Streaming Fraud Crackdown: Why Tuned Global's New Tool Has Labels Whispering
Diana Reyes
Industry Correspondent
Another day, another streaming scandal—but this time, the industry might actually have a fighting chance. Tuned Global's new fraud detection tool is the first to make DSPs and rightsholders play nice.
The Streaming Manipulation Arms Race Heats Up
Let's not pretend this isn't personal. When I was at Spotify, we'd find entire warehouses in Eastern Europe running bot farms to juice play counts—while some 'artists' openly bragged about gaming the system at MIDEM. Now, Tuned Global's new fraud detection tool might finally force DSPs and rightsholders to work together instead of pointing fingers.
How The Game Got Rigged
- Fake artist accounts (remember the 'Bridger' saga?)
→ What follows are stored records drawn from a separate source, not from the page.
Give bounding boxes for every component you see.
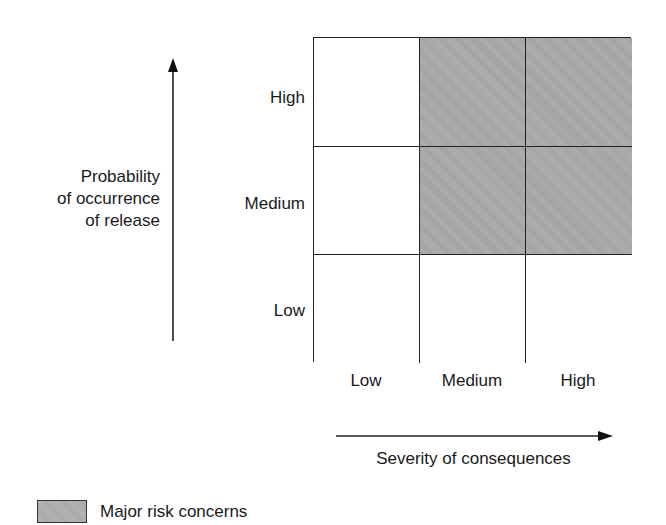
y-axis-title-line-3: of release (10, 210, 160, 232)
legend-label: Major risk concerns (100, 501, 247, 523)
cell-low-low (314, 255, 420, 363)
y-axis-title-line-1: Probability (10, 166, 160, 188)
x-label-high: High (525, 371, 631, 391)
cell-medium-high (526, 147, 632, 255)
y-axis-title-line-2: of occurrence (10, 188, 160, 210)
x-axis-arrow-icon (334, 426, 616, 446)
cell-high-low (314, 38, 420, 147)
cell-low-medium (420, 255, 526, 363)
legend-swatch (37, 500, 87, 523)
cell-high-medium (420, 38, 526, 147)
y-axis-title: Probability of occurrence of release (10, 166, 160, 232)
y-axis-arrow-icon (163, 55, 183, 345)
cell-high-high (526, 38, 632, 147)
y-label-medium: Medium (215, 194, 305, 214)
x-label-medium: Medium (419, 371, 525, 391)
y-label-high: High (215, 88, 305, 108)
risk-matrix (313, 37, 631, 362)
cell-low-high (526, 255, 632, 363)
x-label-low: Low (313, 371, 419, 391)
x-axis-title: Severity of consequences (336, 448, 611, 470)
y-label-low: Low (215, 301, 305, 321)
cell-medium-low (314, 147, 420, 255)
cell-medium-medium (420, 147, 526, 255)
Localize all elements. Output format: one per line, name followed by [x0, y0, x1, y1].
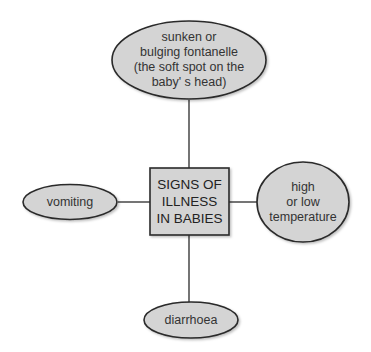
node-left-label: vomiting [23, 185, 117, 219]
node-right-label: high or low temperature [257, 163, 349, 241]
node-bottom-label: diarrhoea [144, 302, 238, 338]
node-top-label: sunken or bulging fontanelle (the soft s… [112, 22, 266, 98]
center-box-label: SIGNS OF ILLNESS IN BABIES [150, 168, 229, 235]
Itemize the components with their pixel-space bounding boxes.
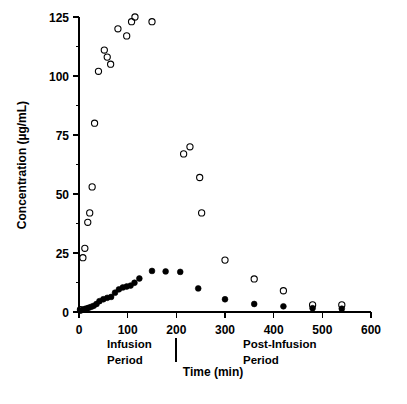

- Playlist payola dressed up as 'marketing'
- Click farms operating during 'sleep stream' hours
Universal's lawsuit against Anthropic last year proved labels are tired of footing the bill. But here's why this tool changes things:
The Inside Play
My sources say Tuned Global built this with direct input from all three majors—which explains why it tracks not just bot activity, but the financial fingerprints of manipulation (those suspicious ad buys always leave traces).
What This Means For Artists
Legitimate indie artists drowning in a sea of fake streams might finally get a lifeline. But—and this is classic music biz—the tool's pricing model favors labels over creators. Some things never change.